Richard Ford’s feted Frank Bascombe trilogy is now, it seems, a tetralogy, with the release of Let Me Be Frank with You (Bloomsbury, £18.99), following The Sportswriter (1986), Independence Day (1995) and The Lay of The Land (2006). John Banville, in The Guardian (November 8th), writes:
The book comprises four longish sections, which might be considered as separate but related stories, or as the chapters of a relaxedly organised novel. Late style, in Ford, is loose-limbed, allusive, jokey in a rueful way, and mutedly elegiac. If his country is in deep trouble, Frank Bascombe too has his woes, the most engrossing though hardly the worst of which is the fact that he is getting old – the fact, indeed, that he is old. Also, he is in emotional trouble, as usual. Not big emotional trouble. In the past he suffered through bereavement, divorce, erotic entanglements of varying difficulty, and even, in one instance, a bar-room brawl; now he has reached a plateau of something like peace, though the air up here is shot through with flashes of lightning and a cold rain falls.
Ford’s authorial voice, not just in the Bascombe books but right through his work from Rock Springs to Canada, has been that of “a relaxed existentialist”, Banville writes.
He recognises the essentially contingent and slippery nature of our being here, and the necessity to manoeuvre our way through the world as best we can. [Ralph Waldo] Emerson again [a persistent influence, Banville argues], from his great essay “Experience”: “We live amid surfaces, and the true art of life is to skate well on them.” Ford’s is, of course, an essentially male view of things, and it is no coincidence that he is one of the few novelists nowadays whose work is read by men. You’ve got to be tough to survive, is Frank’s conviction, but the odd joke doesn’t hurt.
In a long essay/interview with Kevin Stevens in the Dublin Review of Books in 2008, Richard Ford said:
I do think that one of the true generosities of novels – mine or someone else’s – is that they treat their readers to the best language their writers are capable of delivering, and also to as much of significant experience as the writer can artfully hold up to notice … Realistic novels are fundamentally life-affirming in that they argue that life is worth this much serious consideration – life that we might otherwise not notice, or might take for granted, or might miss. I’m glad when I can put large amounts of human-experience-expressed-in-language into formal play. Novels – art in general – tries to re-thread our experience, tries to make us notice and even like it more, causes us to notice consequences different from the conventional ones we rely on, tries to reconfigure the known world so as to let us see it better, see it as important … When I do that on a large scale and do it competently, I’m happy.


**WHAT THIS TASK INVOLVES**
If a line in the records contains the string "caption", show that line.
________________
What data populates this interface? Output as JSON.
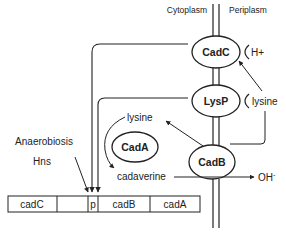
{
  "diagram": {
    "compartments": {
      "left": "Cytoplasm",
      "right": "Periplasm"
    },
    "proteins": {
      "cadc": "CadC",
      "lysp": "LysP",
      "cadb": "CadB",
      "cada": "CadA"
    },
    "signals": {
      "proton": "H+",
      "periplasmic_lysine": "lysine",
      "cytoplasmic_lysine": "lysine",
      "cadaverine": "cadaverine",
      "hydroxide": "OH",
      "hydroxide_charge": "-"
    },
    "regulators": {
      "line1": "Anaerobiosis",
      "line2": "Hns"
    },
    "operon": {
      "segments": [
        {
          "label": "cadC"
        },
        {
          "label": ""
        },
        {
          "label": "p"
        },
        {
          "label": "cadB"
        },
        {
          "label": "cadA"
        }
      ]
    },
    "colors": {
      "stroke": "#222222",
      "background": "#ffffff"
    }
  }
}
________________
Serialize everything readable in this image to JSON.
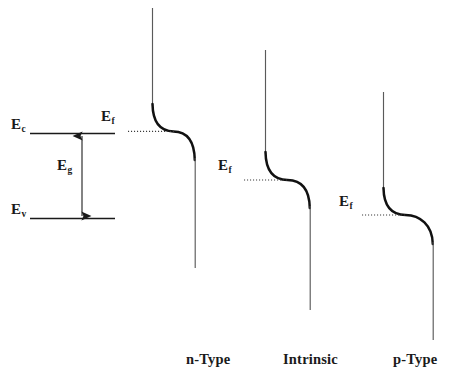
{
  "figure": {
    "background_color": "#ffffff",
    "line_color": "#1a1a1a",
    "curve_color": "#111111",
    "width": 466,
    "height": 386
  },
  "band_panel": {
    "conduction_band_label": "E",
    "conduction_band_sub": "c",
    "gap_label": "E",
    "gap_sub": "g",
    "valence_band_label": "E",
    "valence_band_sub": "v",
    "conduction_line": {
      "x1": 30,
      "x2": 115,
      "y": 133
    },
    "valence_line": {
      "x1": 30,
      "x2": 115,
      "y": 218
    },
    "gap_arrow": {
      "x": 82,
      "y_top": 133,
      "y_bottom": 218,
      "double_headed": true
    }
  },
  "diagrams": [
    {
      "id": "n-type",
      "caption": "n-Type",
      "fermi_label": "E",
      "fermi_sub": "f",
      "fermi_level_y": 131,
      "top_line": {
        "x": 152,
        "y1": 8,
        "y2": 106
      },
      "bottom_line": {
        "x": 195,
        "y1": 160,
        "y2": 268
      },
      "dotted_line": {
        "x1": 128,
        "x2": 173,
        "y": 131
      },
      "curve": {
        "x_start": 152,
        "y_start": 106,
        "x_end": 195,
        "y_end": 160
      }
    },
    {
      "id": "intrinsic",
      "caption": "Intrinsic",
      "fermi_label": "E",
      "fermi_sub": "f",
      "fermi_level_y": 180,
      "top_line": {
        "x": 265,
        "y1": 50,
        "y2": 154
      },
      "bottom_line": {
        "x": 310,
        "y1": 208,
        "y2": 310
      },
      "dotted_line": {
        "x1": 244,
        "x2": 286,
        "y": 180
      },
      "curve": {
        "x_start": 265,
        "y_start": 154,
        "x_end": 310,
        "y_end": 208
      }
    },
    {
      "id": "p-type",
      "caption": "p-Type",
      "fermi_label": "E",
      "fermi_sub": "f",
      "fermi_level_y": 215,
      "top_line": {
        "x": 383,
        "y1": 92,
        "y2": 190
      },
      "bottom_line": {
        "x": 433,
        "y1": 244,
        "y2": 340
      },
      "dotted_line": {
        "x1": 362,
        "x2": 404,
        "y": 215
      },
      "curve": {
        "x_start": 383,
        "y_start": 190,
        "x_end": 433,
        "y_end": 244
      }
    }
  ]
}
________________
**ANSWER BOX**
      "caption": "n-Type",
      "caption": "Intrinsic",
      "caption": "p-Type",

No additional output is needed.